Ansible
Ansible is a leading open-source automation tool for managing cloud and on-premises infrastructure. Its agentless, YAML-based approach makes it ideal for DevOps and SRE teams working across AWS, Azure, GCP, Linux, NixOS, and WSL environments.
Why Use Ansible in DevOps & SRE?
- Cloud Automation: Provision and configure resources on AWS, Azure, and GCP using official modules.
- Idempotent Deployments: Ensure consistent, repeatable infrastructure changes.
- Agentless: No software required on managed nodes (uses SSH/WinRM).
- Integration: Works with Terraform, CI/CD (GitHub Actions, Azure Pipelines, GitLab CI), and Kubernetes.
- Extensible: Huge module ecosystem for cloud, OS, containers, and more.
Real-Life Examples
1. Multi-Cloud VM Provisioning (AWS & Azure)
- hosts: localhost
connection: local
gather_facts: no
tasks:
- name: Launch AWS EC2 instance
amazon.aws.ec2_instance:
name: devops-ec2
key_name: my-key
instance_type: t3.micro
image_id: ami-0abcdef1234567890
region: eu-west-1
tags:
Owner: devops
register: aws_result
- name: Create Azure VM
azure.azcollection.azure_vm:
resource_group: devops-rg
name: devops-vm
vm_size: Standard_B1s
admin_username: azureuser
ssh_password_enabled: false
ssh_public_keys:
- path: /home/azureuser/.ssh/authorized_keys
key_data: "{{ lookup('file', '~/.ssh/id_rsa.pub') }}"
image:
offer: UbuntuServer
publisher: Canonical
sku: 20.04-LTS
version: latest
location: westeurope
register: azure_result
2. Automated Patch Management (Linux)
- hosts: linux_servers
become: yes
tasks:
- name: Update all packages
apt:
upgrade: dist
update_cache: yes
3. Kubernetes Manifest Deployment
- hosts: localhost
tasks:
- name: Apply Kubernetes manifests
kubernetes.core.k8s:
state: present
definition: "{{ lookup('file', 'deployment.yaml') }}"
4. Integrating with GitHub Actions
# .github/workflows/ansible-deploy.yml
name: Ansible Deploy
on: [push]
jobs:
deploy:
runs-on: ubuntu-latest
steps:
- uses: actions/checkout@v2
- name: Install Ansible
run: pip install ansible
- name: Run Playbook
run: ansible-playbook -i inventory playbook.yml
5. LLM Integration for Change Summaries
import openai
openai.api_key = 'sk-...'
summary = openai.ChatCompletion.create(
model='gpt-4',
messages=[
{"role": "system", "content": "Summarize this Ansible deployment log for SREs."},
{"role": "user", "content": open('ansible.log').read()}
]
)
print(summary['choices'][0]['message']['content'])
Best Practices (2025)
- Use roles and playbooks for modular, reusable code
- Store secrets in Ansible Vault or cloud secret managers
- Integrate Ansible runs with CI/CD pipelines
- Test playbooks with Molecule
- Use tags for targeted runs
- Prefer official cloud modules for AWS, Azure, GCP
- Document all playbooks and roles
Common Pitfalls
- Hardcoding credentials in playbooks
- Not using idempotent modules (avoid shell/command when possible)
- Ignoring error handling (use
ignore_errorsjudiciously) - Not validating playbooks before production runs
- Overusing
becomewithout need
References
- Ansible Docs
- Ansible Galaxy
- AWS Ansible Collection
- Azure Ansible Collection
- Kubernetes Ansible Collection
Ansible Joke: Why did the SRE break up with Ansible? Too many unresolved variables!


• **Problem details**:
Strip out the pictures and transcribe the records that follow exactly.

▬▬▬

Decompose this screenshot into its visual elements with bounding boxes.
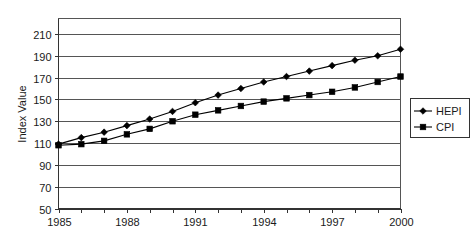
legend-marker-square-icon	[420, 124, 426, 130]
data-point	[56, 142, 62, 148]
y-axis-tick-label: 50	[39, 204, 51, 216]
y-axis-tick-label: 70	[39, 182, 51, 194]
data-point	[101, 138, 107, 144]
data-point	[352, 85, 358, 91]
legend-label: CPI	[436, 121, 454, 133]
data-point	[215, 108, 221, 114]
y-axis-tick-label: 90	[39, 160, 51, 172]
x-axis-tick-label: 1991	[183, 216, 207, 228]
data-point	[79, 141, 85, 147]
line-chart: 507090110130150170190210 198519881991199…	[0, 0, 476, 238]
x-axis-tick-label: 1985	[47, 216, 71, 228]
data-point	[329, 89, 335, 95]
x-axis-tick-label: 2000	[389, 216, 413, 228]
x-axis-tick-label: 1994	[252, 216, 276, 228]
data-point	[284, 96, 290, 102]
y-axis-title: Index Value	[16, 85, 28, 142]
data-point	[398, 74, 404, 80]
y-axis-tick-label: 170	[33, 73, 51, 85]
y-axis-tick-label: 210	[33, 29, 51, 41]
data-point	[193, 112, 199, 118]
plot-area	[59, 19, 401, 210]
data-point	[375, 79, 381, 85]
chart-container: 507090110130150170190210 198519881991199…	[0, 0, 476, 238]
data-point	[124, 132, 130, 138]
data-point	[238, 103, 244, 109]
y-axis-tick-label: 110	[34, 138, 52, 150]
y-axis-tick-label: 130	[33, 116, 51, 128]
data-point	[261, 99, 267, 105]
x-axis-tick-label: 1997	[320, 216, 344, 228]
x-axis-tick-label: 1988	[115, 216, 139, 228]
data-point	[170, 118, 176, 124]
data-point	[307, 92, 313, 98]
data-point	[147, 126, 153, 132]
y-axis-tick-label: 190	[33, 51, 51, 63]
chart-legend: HEPICPI	[411, 99, 470, 138]
y-axis-tick-label: 150	[33, 94, 51, 106]
legend-label: HEPI	[436, 105, 462, 117]
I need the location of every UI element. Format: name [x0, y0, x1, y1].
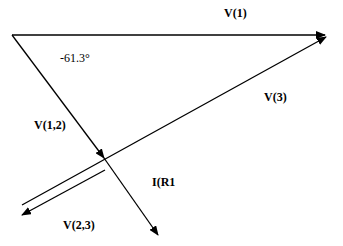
v3-label: V(3)	[264, 91, 287, 103]
v12-phasor	[12, 35, 104, 158]
ir1-label: I(R1	[152, 176, 175, 188]
v1-label: V(1)	[224, 7, 247, 19]
v12-label: V(1,2)	[34, 119, 66, 131]
ir1-phasor	[104, 158, 158, 235]
angle-label: -61.3°	[60, 52, 90, 64]
v23-label: V(2,3)	[63, 219, 95, 231]
v23-phasor	[22, 170, 105, 215]
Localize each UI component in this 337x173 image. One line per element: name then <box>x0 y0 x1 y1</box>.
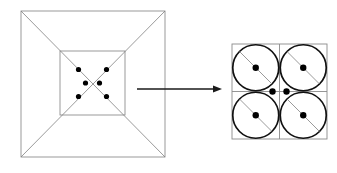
canvas-background <box>0 0 337 173</box>
upper-right-dot <box>104 67 109 72</box>
cell-bottom-right-center-dot <box>300 112 306 118</box>
center-dot-right <box>283 88 289 94</box>
lower-left-dot <box>76 94 81 99</box>
center-right-dot <box>97 80 102 85</box>
upper-left-dot <box>76 67 81 72</box>
cell-top-right-center-dot <box>300 65 306 71</box>
center-dot-left <box>269 88 275 94</box>
lower-right-dot <box>104 94 109 99</box>
cell-top-left-center-dot <box>253 65 259 71</box>
diagram-root <box>0 0 337 173</box>
center-left-dot <box>83 80 88 85</box>
cell-bottom-left-center-dot <box>253 112 259 118</box>
geometric-diagram <box>0 0 337 173</box>
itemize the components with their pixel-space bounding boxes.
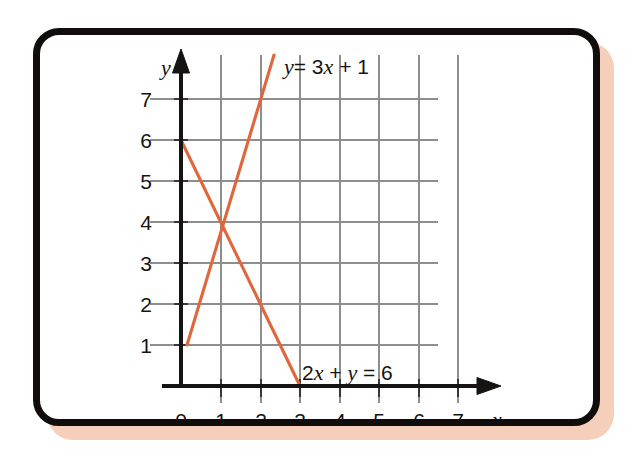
xtick-label-7: 7 xyxy=(444,410,472,426)
figure-root: 7 6 5 4 3 2 1 0 1 2 3 4 5 6 7 y x y= 3x … xyxy=(0,0,643,456)
xtick-label-3: 3 xyxy=(286,410,314,426)
ytick-label-7: 7 xyxy=(124,89,152,110)
equation-2-var-x: x xyxy=(314,360,324,385)
xtick-label-5: 5 xyxy=(365,410,393,426)
equation-2-plus: + xyxy=(329,361,341,384)
equation-1-var-y: y xyxy=(284,54,294,79)
ytick-label-6: 6 xyxy=(124,130,152,151)
xtick-label-0: 0 xyxy=(167,410,195,426)
xtick-label-2: 2 xyxy=(247,410,275,426)
equation-2-var-y: y xyxy=(347,360,357,385)
equation-label-line-2: 2x + y = 6 xyxy=(302,362,393,384)
xtick-label-6: 6 xyxy=(405,410,433,426)
graph-card-frame: 7 6 5 4 3 2 1 0 1 2 3 4 5 6 7 y x y= 3x … xyxy=(33,28,600,426)
ytick-label-3: 3 xyxy=(124,253,152,274)
data-lines xyxy=(181,55,300,386)
x-axis-label: x xyxy=(492,409,502,426)
grid-lines xyxy=(150,55,458,403)
ytick-label-4: 4 xyxy=(124,212,152,233)
ytick-label-1: 1 xyxy=(124,335,152,356)
equation-1-var-x: x xyxy=(324,54,334,79)
ytick-label-5: 5 xyxy=(124,171,152,192)
xtick-label-4: 4 xyxy=(326,410,354,426)
equation-2-num-2: 2 xyxy=(302,361,314,384)
x-axis-arrowhead xyxy=(477,378,501,395)
plot-area: 7 6 5 4 3 2 1 0 1 2 3 4 5 6 7 y x y= 3x … xyxy=(40,35,593,419)
y-axis-label: y xyxy=(161,57,171,79)
equation-2-eq-6: = 6 xyxy=(363,361,393,384)
equation-1-eq-3: = 3 xyxy=(294,55,324,78)
y-axis-arrowhead xyxy=(173,49,190,73)
xtick-label-1: 1 xyxy=(207,410,235,426)
ytick-label-2: 2 xyxy=(124,294,152,315)
equation-label-line-1: y= 3x + 1 xyxy=(284,56,369,78)
equation-1-plus-1: + 1 xyxy=(339,55,369,78)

▬▬▬

• **Result**:
Decompose this screenshot into its visual elements with bounding boxes.
legend-marker-square-icon	[420, 124, 426, 130]
data-point	[56, 142, 62, 148]
y-axis-tick-label: 50	[39, 204, 51, 216]
y-axis-tick-label: 70	[39, 182, 51, 194]
data-point	[101, 138, 107, 144]
data-point	[352, 85, 358, 91]
legend-label: CPI	[436, 121, 454, 133]
data-point	[215, 108, 221, 114]
y-axis-tick-label: 90	[39, 160, 51, 172]
x-axis-tick-label: 1991	[183, 216, 207, 228]
data-point	[79, 141, 85, 147]
line-chart: 507090110130150170190210 198519881991199…	[0, 0, 476, 238]
x-axis-tick-label: 1985	[47, 216, 71, 228]
data-point	[329, 89, 335, 95]
x-axis-tick-label: 2000	[389, 216, 413, 228]
x-axis-tick-label: 1994	[252, 216, 276, 228]
data-point	[284, 96, 290, 102]
y-axis-title: Index Value	[16, 85, 28, 142]
data-point	[398, 74, 404, 80]
y-axis-tick-label: 170	[33, 73, 51, 85]
y-axis-tick-label: 210	[33, 29, 51, 41]
data-point	[193, 112, 199, 118]
plot-area	[59, 19, 401, 210]
data-point	[375, 79, 381, 85]
chart-container: 507090110130150170190210 198519881991199…	[0, 0, 476, 238]
data-point	[124, 132, 130, 138]
data-point	[238, 103, 244, 109]
y-axis-tick-label: 110	[34, 138, 52, 150]
y-axis-tick-label: 130	[33, 116, 51, 128]
data-point	[261, 99, 267, 105]
x-axis-tick-label: 1997	[320, 216, 344, 228]
x-axis-tick-label: 1988	[115, 216, 139, 228]
data-point	[170, 118, 176, 124]
data-point	[307, 92, 313, 98]
data-point	[147, 126, 153, 132]
y-axis-tick-label: 190	[33, 51, 51, 63]
chart-legend: HEPICPI	[411, 99, 470, 138]
y-axis-tick-label: 150	[33, 94, 51, 106]
legend-label: HEPI	[436, 105, 462, 117]
I need the location of every UI element. Format: name [x0, y0, x1, y1].
v3-label: V(3)	[264, 91, 287, 103]
v12-phasor	[12, 35, 104, 158]
ir1-label: I(R1	[152, 176, 175, 188]
v1-label: V(1)	[224, 7, 247, 19]
v12-label: V(1,2)	[34, 119, 66, 131]
ir1-phasor	[104, 158, 158, 235]
angle-label: -61.3°	[60, 52, 90, 64]
v23-label: V(2,3)	[63, 219, 95, 231]
v23-phasor	[22, 170, 105, 215]
Localize each UI component in this 337x173 image. One line per element: name then <box>x0 y0 x1 y1</box>.
canvas-background <box>0 0 337 173</box>
upper-right-dot <box>104 67 109 72</box>
cell-bottom-right-center-dot <box>300 112 306 118</box>
center-dot-right <box>283 88 289 94</box>
lower-left-dot <box>76 94 81 99</box>
center-right-dot <box>97 80 102 85</box>
upper-left-dot <box>76 67 81 72</box>
cell-top-right-center-dot <box>300 65 306 71</box>
center-dot-left <box>269 88 275 94</box>
lower-right-dot <box>104 94 109 99</box>
cell-top-left-center-dot <box>253 65 259 71</box>
diagram-root <box>0 0 337 173</box>
center-left-dot <box>83 80 88 85</box>
cell-bottom-left-center-dot <box>253 112 259 118</box>
geometric-diagram <box>0 0 337 173</box>
itemize the components with their pixel-space bounding boxes.
xtick-label-7: 7 xyxy=(444,410,472,426)
figure-root: 7 6 5 4 3 2 1 0 1 2 3 4 5 6 7 y x y= 3x … xyxy=(0,0,643,456)
xtick-label-3: 3 xyxy=(286,410,314,426)
ytick-label-7: 7 xyxy=(124,89,152,110)
equation-2-var-x: x xyxy=(314,360,324,385)
xtick-label-5: 5 xyxy=(365,410,393,426)
equation-2-plus: + xyxy=(329,361,341,384)
equation-1-var-y: y xyxy=(284,54,294,79)
ytick-label-6: 6 xyxy=(124,130,152,151)
xtick-label-0: 0 xyxy=(167,410,195,426)
xtick-label-2: 2 xyxy=(247,410,275,426)
equation-2-var-y: y xyxy=(347,360,357,385)
equation-label-line-2: 2x + y = 6 xyxy=(302,362,393,384)
xtick-label-6: 6 xyxy=(405,410,433,426)
graph-card-frame: 7 6 5 4 3 2 1 0 1 2 3 4 5 6 7 y x y= 3x … xyxy=(33,28,600,426)
ytick-label-3: 3 xyxy=(124,253,152,274)
data-lines xyxy=(181,55,300,386)
x-axis-label: x xyxy=(492,409,502,426)
grid-lines xyxy=(150,55,458,403)
ytick-label-4: 4 xyxy=(124,212,152,233)
ytick-label-1: 1 xyxy=(124,335,152,356)
equation-1-var-x: x xyxy=(324,54,334,79)
ytick-label-5: 5 xyxy=(124,171,152,192)
xtick-label-4: 4 xyxy=(326,410,354,426)
equation-2-num-2: 2 xyxy=(302,361,314,384)
x-axis-arrowhead xyxy=(477,378,501,395)
plot-area: 7 6 5 4 3 2 1 0 1 2 3 4 5 6 7 y x y= 3x … xyxy=(40,35,593,419)
y-axis-label: y xyxy=(161,57,171,79)
equation-2-eq-6: = 6 xyxy=(363,361,393,384)
equation-1-eq-3: = 3 xyxy=(294,55,324,78)
y-axis-arrowhead xyxy=(173,49,190,73)
xtick-label-1: 1 xyxy=(207,410,235,426)
ytick-label-2: 2 xyxy=(124,294,152,315)
equation-label-line-1: y= 3x + 1 xyxy=(284,56,369,78)
equation-1-plus-1: + 1 xyxy=(339,55,369,78)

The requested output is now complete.